Every once in a while, one comes across something so trivial yet so flattering. I was fortunate enough to attend the International Telecommunications Society 18th Biennial Conference in Tokyo last week. I attended the panel on radio spectrum on the last day of the conference. Two of the four papers presented on the spectrum panel were derived in some way from research I published in 2009.
The first paper was the History and Conceptual Development of Spectrum Commons in the USA by Nattawut Ard-Paru of the Chalmers University of Technology. The historical treatment of her paper was taken from taken from Coase (1959), Hazlett (1998) and my Unlicensed to Kill: A brief history of the FCC’s Part 15 Rules. Not bad company to be in!
The fourth paper on the panel was Exclusive Spectrum Rights vs. Spectrum Commons by Dr. Kiyotaka Yuguchi of Sagami Women’s University. Dr. Yuguchi reviews some of the recent literature in an attempt to synthesize commons and exclusive rights approaches. He then develops certain extensions to my 2009 spectrum pricing model in my paper Next Generation Spectrum Regulation for Europe: Price-Guided Radio Policy. Dr. Yuguchi looks at the marginal rate of substitution for technology for spectrum. This is admittedly only implicit in my interference function. He makes it explicit. However, this is what I had hoped people would do with the basic model – add complications and refinements which I did not have the resources to do in the original paper.
Insight: I have been working in radio communications for nearly a decade. It was so encouraging for me to see that my recent work is having such an important impact on the direction of current research. If you work hard enough and long enough, you every once in a while you earn bragging rights.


* **About this task**
Which lines of the records below contain the word "Slightly"? Report each of them in full.

Stored data entries:
- - - - - - -
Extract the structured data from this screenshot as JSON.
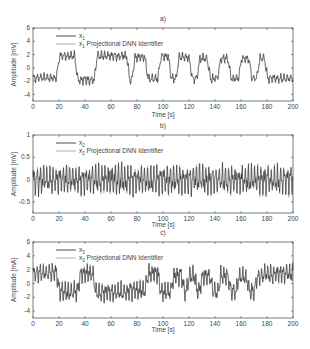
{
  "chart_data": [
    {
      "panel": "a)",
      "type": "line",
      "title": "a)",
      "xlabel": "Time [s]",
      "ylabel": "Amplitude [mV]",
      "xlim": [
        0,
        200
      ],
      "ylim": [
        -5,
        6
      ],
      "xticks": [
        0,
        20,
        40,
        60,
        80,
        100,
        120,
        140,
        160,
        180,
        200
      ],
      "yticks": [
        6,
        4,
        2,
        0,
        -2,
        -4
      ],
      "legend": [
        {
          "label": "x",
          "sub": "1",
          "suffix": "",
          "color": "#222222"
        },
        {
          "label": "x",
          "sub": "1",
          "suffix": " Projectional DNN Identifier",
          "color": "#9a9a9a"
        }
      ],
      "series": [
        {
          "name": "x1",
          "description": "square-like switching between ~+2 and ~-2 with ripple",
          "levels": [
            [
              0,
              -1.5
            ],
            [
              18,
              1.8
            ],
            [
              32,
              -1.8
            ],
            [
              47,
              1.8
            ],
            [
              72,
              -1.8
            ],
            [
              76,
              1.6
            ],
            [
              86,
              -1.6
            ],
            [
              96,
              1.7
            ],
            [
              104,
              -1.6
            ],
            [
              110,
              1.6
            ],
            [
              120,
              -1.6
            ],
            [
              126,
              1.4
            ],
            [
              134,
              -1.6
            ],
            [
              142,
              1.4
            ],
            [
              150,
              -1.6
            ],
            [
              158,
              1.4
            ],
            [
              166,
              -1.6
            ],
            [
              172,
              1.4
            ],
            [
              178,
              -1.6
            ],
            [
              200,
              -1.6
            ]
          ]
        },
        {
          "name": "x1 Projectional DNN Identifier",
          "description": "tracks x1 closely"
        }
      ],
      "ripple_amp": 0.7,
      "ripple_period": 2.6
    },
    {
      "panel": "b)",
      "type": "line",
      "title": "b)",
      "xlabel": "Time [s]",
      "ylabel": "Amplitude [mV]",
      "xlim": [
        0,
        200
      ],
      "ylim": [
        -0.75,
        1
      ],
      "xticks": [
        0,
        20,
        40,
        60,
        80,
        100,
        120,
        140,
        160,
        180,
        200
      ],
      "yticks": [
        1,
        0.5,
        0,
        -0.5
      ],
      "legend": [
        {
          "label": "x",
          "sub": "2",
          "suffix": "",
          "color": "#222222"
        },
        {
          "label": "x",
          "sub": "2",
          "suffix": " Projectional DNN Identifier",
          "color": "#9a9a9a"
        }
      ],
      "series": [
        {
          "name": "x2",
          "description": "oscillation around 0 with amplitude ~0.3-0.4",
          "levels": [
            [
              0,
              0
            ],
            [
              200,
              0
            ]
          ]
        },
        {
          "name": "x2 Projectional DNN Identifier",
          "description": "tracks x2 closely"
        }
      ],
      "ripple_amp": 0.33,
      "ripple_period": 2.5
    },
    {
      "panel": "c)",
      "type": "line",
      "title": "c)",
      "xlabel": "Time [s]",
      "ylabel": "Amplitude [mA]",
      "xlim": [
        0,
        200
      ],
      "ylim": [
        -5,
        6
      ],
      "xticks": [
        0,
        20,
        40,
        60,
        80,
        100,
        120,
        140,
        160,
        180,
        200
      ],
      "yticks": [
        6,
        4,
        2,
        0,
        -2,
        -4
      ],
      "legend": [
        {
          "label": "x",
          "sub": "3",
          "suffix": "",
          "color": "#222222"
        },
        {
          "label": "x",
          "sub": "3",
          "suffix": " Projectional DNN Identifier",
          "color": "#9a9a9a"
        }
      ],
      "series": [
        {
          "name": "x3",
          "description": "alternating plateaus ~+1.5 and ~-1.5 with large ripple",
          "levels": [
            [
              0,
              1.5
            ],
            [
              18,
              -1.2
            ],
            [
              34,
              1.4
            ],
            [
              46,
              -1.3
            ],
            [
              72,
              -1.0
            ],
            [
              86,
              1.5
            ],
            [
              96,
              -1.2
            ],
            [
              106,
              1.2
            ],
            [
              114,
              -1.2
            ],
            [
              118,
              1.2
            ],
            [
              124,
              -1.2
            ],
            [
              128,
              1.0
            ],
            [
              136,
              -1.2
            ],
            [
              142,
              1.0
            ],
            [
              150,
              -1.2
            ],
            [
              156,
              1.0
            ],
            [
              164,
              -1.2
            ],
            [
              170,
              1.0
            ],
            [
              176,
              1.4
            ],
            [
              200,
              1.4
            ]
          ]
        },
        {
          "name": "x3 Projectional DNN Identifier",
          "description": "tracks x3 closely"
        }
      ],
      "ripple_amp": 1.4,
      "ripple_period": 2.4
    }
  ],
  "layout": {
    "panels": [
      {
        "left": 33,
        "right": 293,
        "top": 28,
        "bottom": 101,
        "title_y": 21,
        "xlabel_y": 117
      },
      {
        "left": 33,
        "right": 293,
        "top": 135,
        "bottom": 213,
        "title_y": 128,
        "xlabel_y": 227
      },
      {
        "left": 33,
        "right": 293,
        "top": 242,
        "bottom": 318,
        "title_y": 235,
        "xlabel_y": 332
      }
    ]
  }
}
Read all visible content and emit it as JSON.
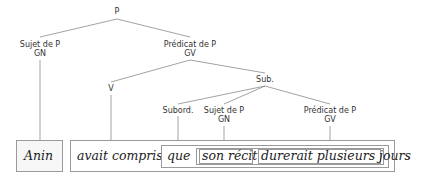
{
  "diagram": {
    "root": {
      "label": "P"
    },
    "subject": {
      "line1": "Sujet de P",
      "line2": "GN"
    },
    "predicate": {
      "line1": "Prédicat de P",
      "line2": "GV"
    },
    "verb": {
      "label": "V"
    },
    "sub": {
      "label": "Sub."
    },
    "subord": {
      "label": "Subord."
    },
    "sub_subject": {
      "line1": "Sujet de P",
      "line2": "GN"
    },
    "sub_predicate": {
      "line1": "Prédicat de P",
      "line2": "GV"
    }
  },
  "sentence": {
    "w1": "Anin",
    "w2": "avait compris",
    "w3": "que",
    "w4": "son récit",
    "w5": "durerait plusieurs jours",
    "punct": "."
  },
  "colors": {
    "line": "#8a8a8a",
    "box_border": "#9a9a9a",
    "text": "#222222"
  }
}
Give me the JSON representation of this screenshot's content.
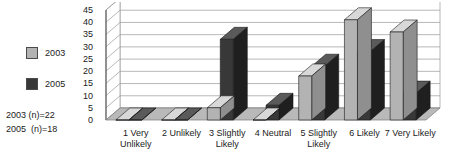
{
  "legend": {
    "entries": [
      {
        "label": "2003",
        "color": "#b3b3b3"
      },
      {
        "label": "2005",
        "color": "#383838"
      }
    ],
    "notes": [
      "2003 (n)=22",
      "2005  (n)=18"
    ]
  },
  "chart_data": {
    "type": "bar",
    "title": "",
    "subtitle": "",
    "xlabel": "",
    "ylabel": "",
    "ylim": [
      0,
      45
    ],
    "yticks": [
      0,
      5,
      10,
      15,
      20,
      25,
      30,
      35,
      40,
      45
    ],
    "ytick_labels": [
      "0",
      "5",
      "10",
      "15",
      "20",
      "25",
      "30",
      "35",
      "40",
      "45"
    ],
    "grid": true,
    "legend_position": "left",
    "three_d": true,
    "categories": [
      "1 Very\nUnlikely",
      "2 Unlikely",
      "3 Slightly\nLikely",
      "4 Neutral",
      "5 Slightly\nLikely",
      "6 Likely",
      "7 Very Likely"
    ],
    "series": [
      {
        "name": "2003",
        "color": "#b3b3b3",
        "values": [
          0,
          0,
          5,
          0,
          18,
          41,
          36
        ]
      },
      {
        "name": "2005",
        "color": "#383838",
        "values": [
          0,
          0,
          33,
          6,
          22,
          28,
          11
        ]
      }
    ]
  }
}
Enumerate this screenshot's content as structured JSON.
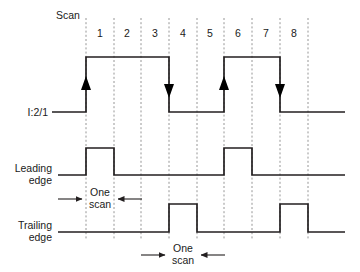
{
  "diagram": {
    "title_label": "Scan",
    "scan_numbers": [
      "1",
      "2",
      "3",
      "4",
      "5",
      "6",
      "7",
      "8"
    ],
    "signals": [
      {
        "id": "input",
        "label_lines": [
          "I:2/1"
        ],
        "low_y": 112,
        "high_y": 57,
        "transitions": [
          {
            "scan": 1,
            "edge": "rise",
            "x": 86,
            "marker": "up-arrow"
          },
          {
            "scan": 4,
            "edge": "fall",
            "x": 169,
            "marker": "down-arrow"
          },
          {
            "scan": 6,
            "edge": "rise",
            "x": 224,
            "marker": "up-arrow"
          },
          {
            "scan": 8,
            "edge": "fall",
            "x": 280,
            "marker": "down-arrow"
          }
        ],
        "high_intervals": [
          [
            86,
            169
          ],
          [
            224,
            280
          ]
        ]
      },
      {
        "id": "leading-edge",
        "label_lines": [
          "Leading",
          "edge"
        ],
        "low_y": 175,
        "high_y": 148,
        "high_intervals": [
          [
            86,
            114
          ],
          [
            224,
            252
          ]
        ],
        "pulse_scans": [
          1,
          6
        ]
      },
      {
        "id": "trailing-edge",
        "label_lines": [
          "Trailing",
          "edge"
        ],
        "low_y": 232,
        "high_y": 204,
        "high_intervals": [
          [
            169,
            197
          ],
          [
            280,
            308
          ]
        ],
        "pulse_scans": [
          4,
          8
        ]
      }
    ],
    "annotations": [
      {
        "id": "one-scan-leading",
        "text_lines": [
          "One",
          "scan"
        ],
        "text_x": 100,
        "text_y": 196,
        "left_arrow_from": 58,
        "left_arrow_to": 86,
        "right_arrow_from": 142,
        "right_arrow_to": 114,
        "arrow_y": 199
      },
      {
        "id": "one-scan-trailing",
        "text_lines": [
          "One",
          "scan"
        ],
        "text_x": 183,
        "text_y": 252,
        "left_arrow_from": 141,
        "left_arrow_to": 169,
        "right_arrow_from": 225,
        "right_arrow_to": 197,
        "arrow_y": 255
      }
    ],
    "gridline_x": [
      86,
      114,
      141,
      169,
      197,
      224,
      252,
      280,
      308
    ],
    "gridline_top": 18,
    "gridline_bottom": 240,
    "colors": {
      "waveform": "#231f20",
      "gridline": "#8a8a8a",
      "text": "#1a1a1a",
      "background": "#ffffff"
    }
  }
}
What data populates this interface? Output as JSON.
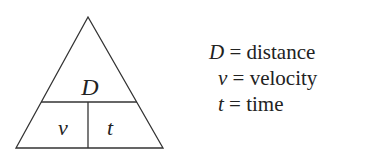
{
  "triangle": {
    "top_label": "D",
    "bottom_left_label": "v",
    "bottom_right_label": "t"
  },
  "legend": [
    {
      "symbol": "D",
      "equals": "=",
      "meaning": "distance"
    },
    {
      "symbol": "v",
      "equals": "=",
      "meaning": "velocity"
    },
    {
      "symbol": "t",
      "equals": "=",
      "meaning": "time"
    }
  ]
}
- - - - - - -
* **Output**
      "3 Slightly\nLikely",
      "5 Slightly\nLikely",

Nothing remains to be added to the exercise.